Several lines of evidence indicate that PAAs do not arise from the ventral aortae or the aortic sac: 1) The aortic sac and ventral aortae are extensively labeled with GFP in Cdh5(PAC)- CreERT2;ROSAmTmG transgenic embryos upon the injection of tamoxifen at E7.5 (short straight arrows in Fig. 1I, H1 – H2), while endothelial cells in the future pharyngeal arches 3 – 6 are not labeled (Fig. 1A– G, H1 – H2 ); This indicates that the endothelium of the pharyngeal arch arteries arises later than that of the aortic sac/ventral aortae; 2) The ventral aortae are connected with the OFT and are lumenized before they form connections with the endothelial plexus of the future PAAs 3 – 6 (Fig. 1I, H1 – H2 and transverse level ii in Fig. 3). Finally, the paired ventral aortae form medially, while the PAA endothelium forms laterally relative to the midline (Fig. 1H1 – 2, Fig. 3A′, A″ and transverse sections in Fig. 3). In summary, these data show that SHF-derived progenitors giving rise to the endothelium of the ventral aortae and the aortic sac are spatially and temporally distinct from the SHF progenitors that give rise to the PAA endothelium in the pharyngeal arches 3 – 6. Together with the studies demonstrating early separation of the myocardial and endothelial lineages in the heart, our work suggests that the SHF consists of several populations of progenitor cells, that are temporally and/or spatially distinct (Devine et al., 2014; Jain et al., 2015; Milgrom- Hoffman et al., 2011). Some of these progenitors give rise to the myocardium, while others give rise to the endothelial cells of the OFT, ventral aortae, aortic sac and the PAAs.

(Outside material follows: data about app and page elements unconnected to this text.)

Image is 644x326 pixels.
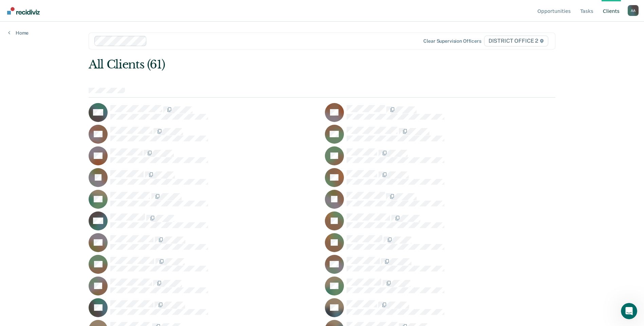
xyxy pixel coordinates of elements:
[88,58,462,71] div: All Clients (61)
[8,30,29,36] a: Home
[484,36,548,47] span: DISTRICT OFFICE 2
[621,303,637,319] iframe: Intercom live chat
[628,5,639,16] button: Profile dropdown button
[7,7,40,15] img: Recidiviz
[423,38,481,44] div: Clear supervision officers
[628,5,639,16] div: A A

3.4 Connections of the PAAs with the dorsal aorta At E9.0, when the connections between the pharyngeal plexus endothelium and the dorsal aortae are minimal, we find that there is only a small number of GFP+ cells in the dorsal aorta of Mef2C-AHF-Cre; RosamTmG embryos (Fig. 4A, A″, arrowheads). These GFP+ cells are located at sites, where the dorsal aorta fuses with the pharyngeal endothelial plexus (Fig. 4B – B″, arrow). At E10.5, when the connections between the PAAs with the dorsal aortae are well-formed, we observe extensive GFP labeling of the the dorsal aortae adjacent to the PAAs (Fig. 4C – C″, arrows) and increased numbers of GFP− endothelial cells in the portions of the PAAs proximal to the junctions of the PAAs with the dorsal aortae (Fig. 4D – D″, arrowhead). We hypothesize that GFP− cells at the PAA – dorsal aorta junctions migrate from the dorsal aorta to join with the PAA endothelium, and vice versa, that GFP+ cells at the ventral surface of the dorsal aorta arise from the PAA endothelium. This hypothesis is consistent with the observation that endothelial cells are highly motile, and that they can move within and between blood vessels (Culver and Dickinson, 2010; Lucitti et al., 2007; Sato et al., 2010).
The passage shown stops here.